Note that logging in from within of the scope of the Terminal UI dApp would affect the context of the app only. It would not affect any outside scope.

Further research and discussion is needed as of whether it would be beneficial for the end-user to have LogMeIn affect the scope of the entire UI (which of course is very feasible to do).

We just might introduce a default behaviour and another one selected through optional parameters, Thread’s user-mode flags etc.

I am releasing this to production. Mike is available so the update should come through in less than an hour.

I suppose.

We support showing QR Intents in terminal through UNICODE-half, and through the WebGL rendered full screen QR codes, as you know.

Now, I guess the conditional branch was on the WebGL mode, so that the code would not be displaying the text-based count-down.

Do note that as far as I recall, the mode can be set by user through one of the user-mode available flags (from Terminal).

I assumed that when you log in into WebUI, you are sort of “automatically” logged in when you run terminal sessions, and sort of locked as a logged user. I think that you should not be able to have a terminal session logged in as someone different than WebUI session. No point in it, apart from some malicious intent.

You are. Once fire up the Desktop environment, it is when the initial Log-Me-In QR code is shown through WebGL.

Once that very code is scanned, the mobile app initiates an onion routed connection, across the full-node which is serving you the WebUI, towards your very web-browser.

The User-Session data structure is processed by VM Context (running within the web-browser).

The VM Context notifies all the running applications (that have signed up for an appropriate event) that the user has just logged on. New instances of UI dApps may check the identity of the currently logged-on user at any time.

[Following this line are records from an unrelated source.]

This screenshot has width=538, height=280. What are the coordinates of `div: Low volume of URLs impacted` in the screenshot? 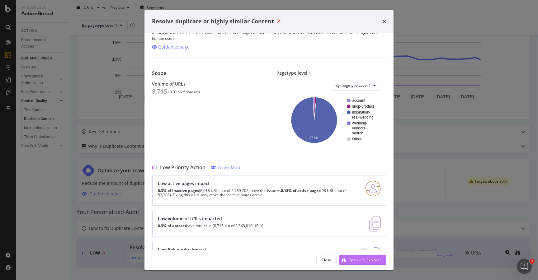 It's located at (210, 218).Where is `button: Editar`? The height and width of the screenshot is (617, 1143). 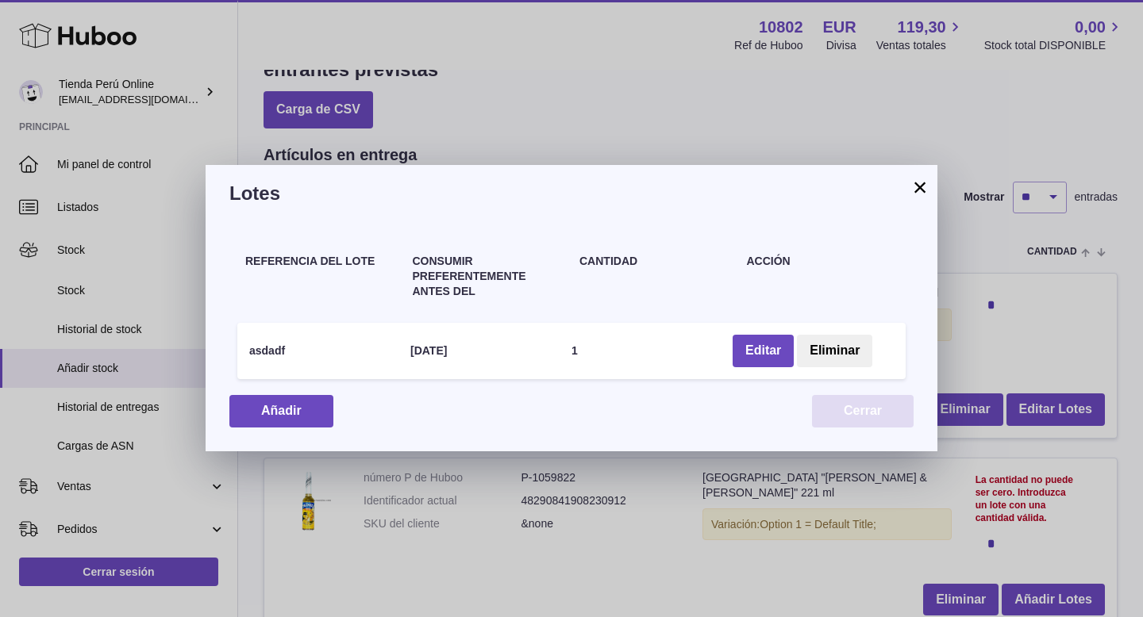 button: Editar is located at coordinates (762, 351). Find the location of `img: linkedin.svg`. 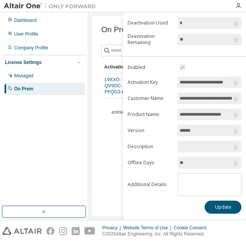

img: linkedin.svg is located at coordinates (75, 231).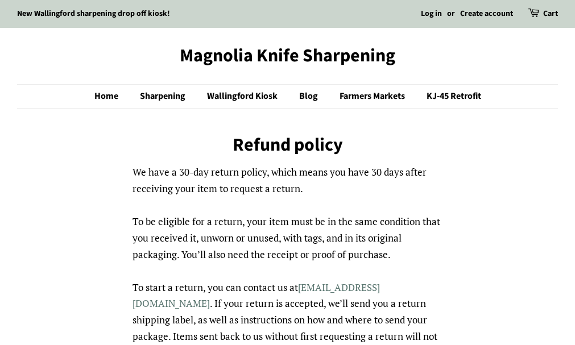  Describe the element at coordinates (431, 14) in the screenshot. I see `a: Log in` at that location.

For instance, the Terminal UI dApp, once it bootstraps, it verifies the identity of the currently logged-on user, goes into the scope of his home directory autonomously upon its launch. Same with say the File Manager UI dApp.

I think that you should not be able to have a terminal session logged in as someone different than WebUI session. No point in it, apart from some malicious intent.

Point taken. Still, taking Linux operating system as an example, or even Microsoft Windows, there the concept of ‘impersonation’ is quite proliferated. The ‘runas’ command. We definitely need to reconsider and look more at these grounds, as the functionality has been implemented on a rather ad-hoc basis. Everything holds, but we definitely might want to rethink it.

We might allow ourselves being just a bit lazy about that as in the end, everything is secure as long as code-processing by nodes as full-redundancy is secure.